Article Image

IPFS News Link • Government Debt & Financing

Debt Inflection Point: Bernanke Has 5 Months To Announce QE 3

• ZeroHedge.com
 
We concluded that should the average interest rate on US debt rise to 5%, the annual interest payment on the debt would jump from roughly $180 million to almost half a trillion, or roughly 25% of all revenues, at which point the Weimar scenario starts getting quite realistic. Needless to say we will update this analysis shortly, especially now that rates are not only rising, but projected to go up to 4.5% or higher, courtesy of the abovementioned "economic improvement." But back to the chart: now that we have already managed to extract the benefits from the front-loaded benefits package, all that remains is the cost. And the cost in question is debt issuance risk. Which simply means that like last year, when well over $2 trillion in debt demand was unaccounted for, and subsequently satisfied by QE Lite and QE2, in 2011, when we predict net debt supply will hit another all time record, Ben Bernanke will have no choice but to enter the Treasury purchasing market once again. In other words, we expect that Jon Hilsenrath will circulate an article highlighting the ever greater likelihood of another round of quantitative easing some time in April... just a few weeks after the most recent debt ceiling vote passes, this time allowing the US Treasury to issue up to $15.5 trillion in debt, or $1.2 trillion more than the current token limit- just enough to kick the can one more year down the road. On the other hand, if we are wrong, and if Ron Paul somehow succeeds in preventing this form occurring, then all those market "strategists" who expound the benefits of the economic "recovery" when all they expect are further rounds of QE, will promptly change their tune. In other words, the entire fate of the market's 2011 closing print will depend on that critical window between April and May when QE3 may or may not be announced.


# Work instructions:
Each record below should be written out again exactly.

═════ Input material ═════

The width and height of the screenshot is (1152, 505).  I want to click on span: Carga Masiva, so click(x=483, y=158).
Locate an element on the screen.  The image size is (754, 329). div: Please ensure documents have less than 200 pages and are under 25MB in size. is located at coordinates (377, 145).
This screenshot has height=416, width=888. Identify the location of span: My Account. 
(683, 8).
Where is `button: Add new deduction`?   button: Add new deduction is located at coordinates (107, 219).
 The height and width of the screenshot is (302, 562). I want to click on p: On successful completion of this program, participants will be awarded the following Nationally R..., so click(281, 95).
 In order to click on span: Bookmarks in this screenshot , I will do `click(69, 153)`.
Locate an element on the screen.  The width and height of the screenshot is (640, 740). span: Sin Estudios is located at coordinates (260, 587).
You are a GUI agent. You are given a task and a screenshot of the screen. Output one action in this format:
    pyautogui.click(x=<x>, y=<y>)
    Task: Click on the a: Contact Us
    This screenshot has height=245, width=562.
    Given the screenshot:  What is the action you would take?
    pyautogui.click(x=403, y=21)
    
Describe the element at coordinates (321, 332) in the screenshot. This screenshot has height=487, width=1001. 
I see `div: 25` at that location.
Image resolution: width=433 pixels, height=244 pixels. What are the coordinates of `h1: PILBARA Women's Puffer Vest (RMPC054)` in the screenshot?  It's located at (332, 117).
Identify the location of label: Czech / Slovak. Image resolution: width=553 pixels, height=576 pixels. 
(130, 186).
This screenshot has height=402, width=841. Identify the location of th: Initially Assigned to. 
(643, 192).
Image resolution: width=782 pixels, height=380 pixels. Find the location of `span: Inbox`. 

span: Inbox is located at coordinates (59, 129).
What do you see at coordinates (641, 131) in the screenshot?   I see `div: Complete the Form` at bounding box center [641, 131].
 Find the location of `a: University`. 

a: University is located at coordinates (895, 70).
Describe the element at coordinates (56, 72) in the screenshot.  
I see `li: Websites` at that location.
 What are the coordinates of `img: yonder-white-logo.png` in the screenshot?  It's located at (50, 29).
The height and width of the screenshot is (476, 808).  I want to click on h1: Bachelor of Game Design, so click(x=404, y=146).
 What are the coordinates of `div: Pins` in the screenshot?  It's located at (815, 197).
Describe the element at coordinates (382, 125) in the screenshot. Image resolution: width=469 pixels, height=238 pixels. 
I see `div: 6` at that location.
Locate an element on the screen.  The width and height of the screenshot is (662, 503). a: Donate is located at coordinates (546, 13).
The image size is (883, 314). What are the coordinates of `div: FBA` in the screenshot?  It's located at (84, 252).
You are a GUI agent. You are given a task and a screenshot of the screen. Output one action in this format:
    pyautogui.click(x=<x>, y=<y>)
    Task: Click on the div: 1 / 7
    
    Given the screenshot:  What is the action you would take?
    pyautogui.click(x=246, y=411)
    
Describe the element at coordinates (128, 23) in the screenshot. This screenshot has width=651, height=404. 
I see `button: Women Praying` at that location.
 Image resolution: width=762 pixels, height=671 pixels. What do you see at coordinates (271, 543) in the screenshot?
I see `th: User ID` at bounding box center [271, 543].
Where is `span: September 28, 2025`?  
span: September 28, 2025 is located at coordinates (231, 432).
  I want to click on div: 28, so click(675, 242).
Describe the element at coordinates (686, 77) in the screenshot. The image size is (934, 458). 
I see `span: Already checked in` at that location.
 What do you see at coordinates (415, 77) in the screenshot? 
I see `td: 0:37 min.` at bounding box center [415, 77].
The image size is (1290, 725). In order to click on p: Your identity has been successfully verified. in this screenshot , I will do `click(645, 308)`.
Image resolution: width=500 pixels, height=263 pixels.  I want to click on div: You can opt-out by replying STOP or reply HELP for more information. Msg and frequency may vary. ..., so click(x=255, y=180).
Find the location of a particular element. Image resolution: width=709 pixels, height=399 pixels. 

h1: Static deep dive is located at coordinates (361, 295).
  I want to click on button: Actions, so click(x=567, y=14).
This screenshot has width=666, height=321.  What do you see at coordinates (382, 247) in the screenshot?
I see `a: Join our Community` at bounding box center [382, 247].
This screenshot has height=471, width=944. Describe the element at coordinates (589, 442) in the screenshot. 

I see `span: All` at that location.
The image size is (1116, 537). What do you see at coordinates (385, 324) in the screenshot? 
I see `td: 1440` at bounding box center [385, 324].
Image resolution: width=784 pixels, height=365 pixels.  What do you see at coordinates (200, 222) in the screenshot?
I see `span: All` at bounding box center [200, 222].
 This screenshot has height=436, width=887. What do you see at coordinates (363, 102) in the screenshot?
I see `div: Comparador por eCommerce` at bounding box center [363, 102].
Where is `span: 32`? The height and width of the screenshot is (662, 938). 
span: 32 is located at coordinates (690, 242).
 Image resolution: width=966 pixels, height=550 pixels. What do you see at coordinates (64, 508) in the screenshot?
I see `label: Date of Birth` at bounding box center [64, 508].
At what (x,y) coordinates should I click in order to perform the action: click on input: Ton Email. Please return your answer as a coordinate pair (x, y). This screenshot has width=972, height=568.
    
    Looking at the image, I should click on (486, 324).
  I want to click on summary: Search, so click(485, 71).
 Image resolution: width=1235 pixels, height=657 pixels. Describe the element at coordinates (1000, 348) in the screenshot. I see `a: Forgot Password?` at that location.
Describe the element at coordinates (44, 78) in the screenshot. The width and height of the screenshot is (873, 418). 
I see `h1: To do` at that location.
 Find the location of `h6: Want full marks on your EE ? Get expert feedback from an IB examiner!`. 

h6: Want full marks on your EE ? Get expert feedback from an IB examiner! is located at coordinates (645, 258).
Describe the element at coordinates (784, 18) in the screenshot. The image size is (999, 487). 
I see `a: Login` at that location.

═════

# Answer:
The width and height of the screenshot is (1152, 505).  I want to click on span: Carga Masiva, so click(x=483, y=158).
Locate an element on the screen.  The image size is (754, 329). div: Please ensure documents have less than 200 pages and are under 25MB in size. is located at coordinates (377, 145).
This screenshot has height=416, width=888. Identify the location of span: My Account. 
(683, 8).
Where is `button: Add new deduction`?   button: Add new deduction is located at coordinates (107, 219).
 The height and width of the screenshot is (302, 562). I want to click on p: On successful completion of this program, participants will be awarded the following Nationally R..., so click(281, 95).
 In order to click on span: Bookmarks in this screenshot , I will do `click(69, 153)`.
Locate an element on the screen.  The width and height of the screenshot is (640, 740). span: Sin Estudios is located at coordinates (260, 587).
You are a GUI agent. You are given a task and a screenshot of the screen. Output one action in this format:
    pyautogui.click(x=<x>, y=<y>)
    Task: Click on the a: Contact Us
    This screenshot has height=245, width=562.
    Given the screenshot:  What is the action you would take?
    pyautogui.click(x=403, y=21)
    
Describe the element at coordinates (321, 332) in the screenshot. This screenshot has height=487, width=1001. 
I see `div: 25` at that location.
Image resolution: width=433 pixels, height=244 pixels. What are the coordinates of `h1: PILBARA Women's Puffer Vest (RMPC054)` in the screenshot?  It's located at (332, 117).
Identify the location of label: Czech / Slovak. Image resolution: width=553 pixels, height=576 pixels. 
(130, 186).
This screenshot has height=402, width=841. Identify the location of th: Initially Assigned to. 
(643, 192).
Image resolution: width=782 pixels, height=380 pixels. Find the location of `span: Inbox`. 

span: Inbox is located at coordinates (59, 129).
What do you see at coordinates (641, 131) in the screenshot?   I see `div: Complete the Form` at bounding box center [641, 131].
 Find the location of `a: University`. 

a: University is located at coordinates (895, 70).
Describe the element at coordinates (56, 72) in the screenshot.  
I see `li: Websites` at that location.
 What are the coordinates of `img: yonder-white-logo.png` in the screenshot?  It's located at (50, 29).
The height and width of the screenshot is (476, 808).  I want to click on h1: Bachelor of Game Design, so click(x=404, y=146).
 What are the coordinates of `div: Pins` in the screenshot?  It's located at (815, 197).
Describe the element at coordinates (382, 125) in the screenshot. Image resolution: width=469 pixels, height=238 pixels. 
I see `div: 6` at that location.
Locate an element on the screen.  The width and height of the screenshot is (662, 503). a: Donate is located at coordinates (546, 13).
The image size is (883, 314). What are the coordinates of `div: FBA` in the screenshot?  It's located at (84, 252).
You are a GUI agent. You are given a task and a screenshot of the screen. Output one action in this format:
    pyautogui.click(x=<x>, y=<y>)
    Task: Click on the div: 1 / 7
    
    Given the screenshot:  What is the action you would take?
    pyautogui.click(x=246, y=411)
    
Describe the element at coordinates (128, 23) in the screenshot. This screenshot has width=651, height=404. 
I see `button: Women Praying` at that location.
 Image resolution: width=762 pixels, height=671 pixels. What do you see at coordinates (271, 543) in the screenshot?
I see `th: User ID` at bounding box center [271, 543].
Where is `span: September 28, 2025`?  
span: September 28, 2025 is located at coordinates (231, 432).
  I want to click on div: 28, so click(675, 242).
Describe the element at coordinates (686, 77) in the screenshot. The image size is (934, 458). 
I see `span: Already checked in` at that location.
 What do you see at coordinates (415, 77) in the screenshot? 
I see `td: 0:37 min.` at bounding box center [415, 77].
The image size is (1290, 725). In order to click on p: Your identity has been successfully verified. in this screenshot , I will do `click(645, 308)`.
Image resolution: width=500 pixels, height=263 pixels.  I want to click on div: You can opt-out by replying STOP or reply HELP for more information. Msg and frequency may vary. ..., so click(x=255, y=180).
Find the location of a particular element. Image resolution: width=709 pixels, height=399 pixels. 

h1: Static deep dive is located at coordinates (361, 295).
  I want to click on button: Actions, so click(x=567, y=14).
This screenshot has width=666, height=321.  What do you see at coordinates (382, 247) in the screenshot?
I see `a: Join our Community` at bounding box center [382, 247].
This screenshot has height=471, width=944. Describe the element at coordinates (589, 442) in the screenshot. 

I see `span: All` at that location.
The image size is (1116, 537). What do you see at coordinates (385, 324) in the screenshot? 
I see `td: 1440` at bounding box center [385, 324].
Image resolution: width=784 pixels, height=365 pixels.  What do you see at coordinates (200, 222) in the screenshot?
I see `span: All` at bounding box center [200, 222].
 This screenshot has height=436, width=887. What do you see at coordinates (363, 102) in the screenshot?
I see `div: Comparador por eCommerce` at bounding box center [363, 102].
Where is `span: 32`? The height and width of the screenshot is (662, 938). 
span: 32 is located at coordinates (690, 242).
 Image resolution: width=966 pixels, height=550 pixels. What do you see at coordinates (64, 508) in the screenshot?
I see `label: Date of Birth` at bounding box center [64, 508].
At what (x,y) coordinates should I click in order to perform the action: click on input: Ton Email. Please return your answer as a coordinate pair (x, y). This screenshot has width=972, height=568.
    
    Looking at the image, I should click on (486, 324).
  I want to click on summary: Search, so click(485, 71).
 Image resolution: width=1235 pixels, height=657 pixels. Describe the element at coordinates (1000, 348) in the screenshot. I see `a: Forgot Password?` at that location.
Describe the element at coordinates (44, 78) in the screenshot. The width and height of the screenshot is (873, 418). 
I see `h1: To do` at that location.
 Find the location of `h6: Want full marks on your EE ? Get expert feedback from an IB examiner!`. 

h6: Want full marks on your EE ? Get expert feedback from an IB examiner! is located at coordinates (645, 258).
Describe the element at coordinates (784, 18) in the screenshot. The image size is (999, 487). 
I see `a: Login` at that location.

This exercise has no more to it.